The columnist is correct in noting “the irony is that Israel is often called a colonialist power.” But he self-sabotages, adding “in some sense, the charge is true.” No, it’s false in all senses. Rather than colonialist, Israel represents the successful struggle of an ancient, indigenous people to return to and rebuild in a portion of their ancestral land. And since the Jewish state’s re-establishment in 1948, it has gained territory only in defensive wars, relinquished much of it and offered even more in return for peace.
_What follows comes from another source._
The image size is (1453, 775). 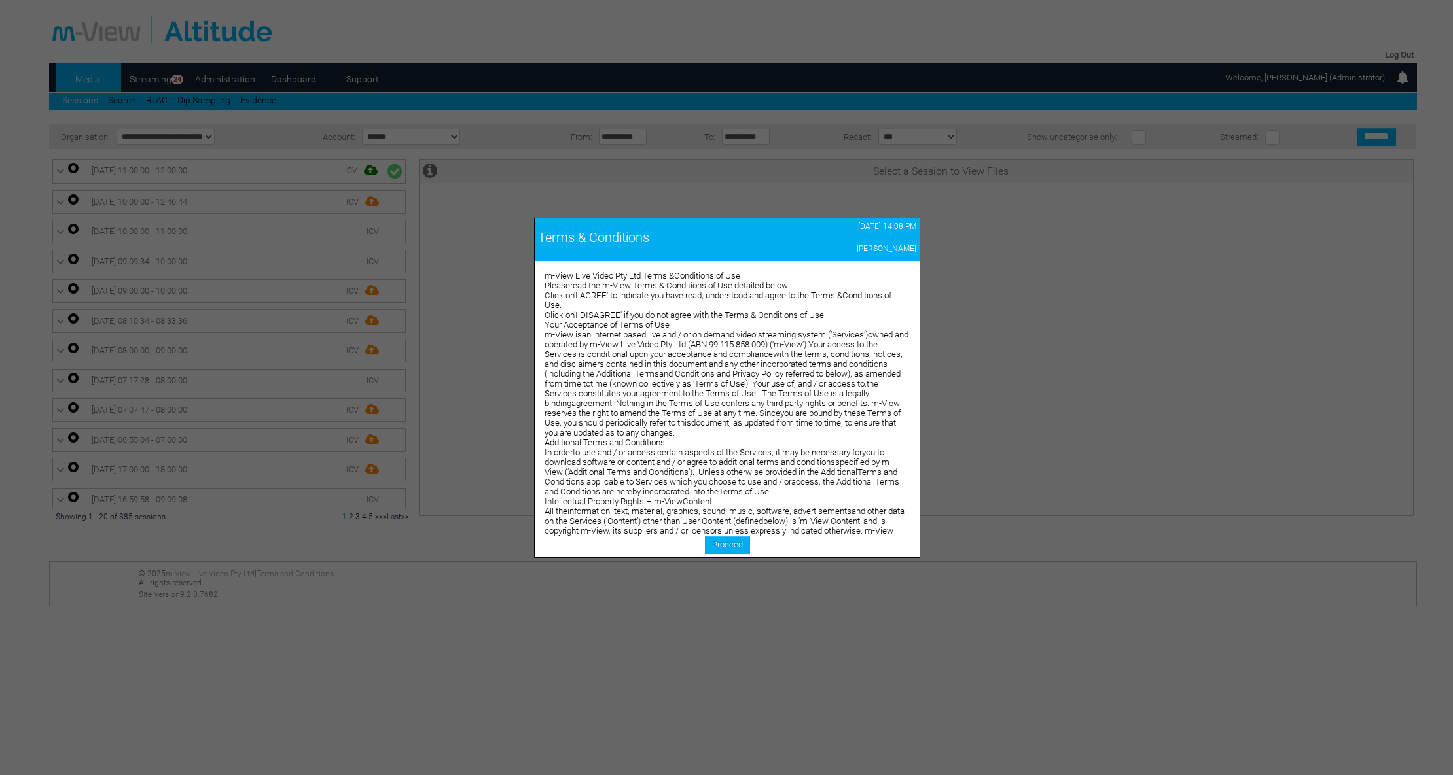 What do you see at coordinates (726, 383) in the screenshot?
I see `span: m-View isan internet based live and / or on demand video streaming system (‘Services’)owned and o...` at bounding box center [726, 383].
That is not colonialist behavior.

Cohen does properly describe “those who think that Arabs cannot be held to Western standards of decency” as upholding “the true colonialist mentality ….” But he mistakenly adds that Hamas’ “fervid embrace of a dark … medievalism” is “non-Muslim.” The reactionary obscurantism, anti-intellectual, religiously intolerant attitudes bundled under the rubric of medievalism are a distinguishing characteristic of the supremacism found in influential Islamic trends today from the Sunni Wahhabi school to the Shi’ite anti-modernism of Ayatollah Khomeini and his followers.

Cohen almost wrote an important column about Islamo-fascism and the useful idiots of the West who back some of Israel’s most anti-Western enemies. Almost. But lack of intellectual rigor and a foolish compulsion to be seen as “even-handed” prevented him.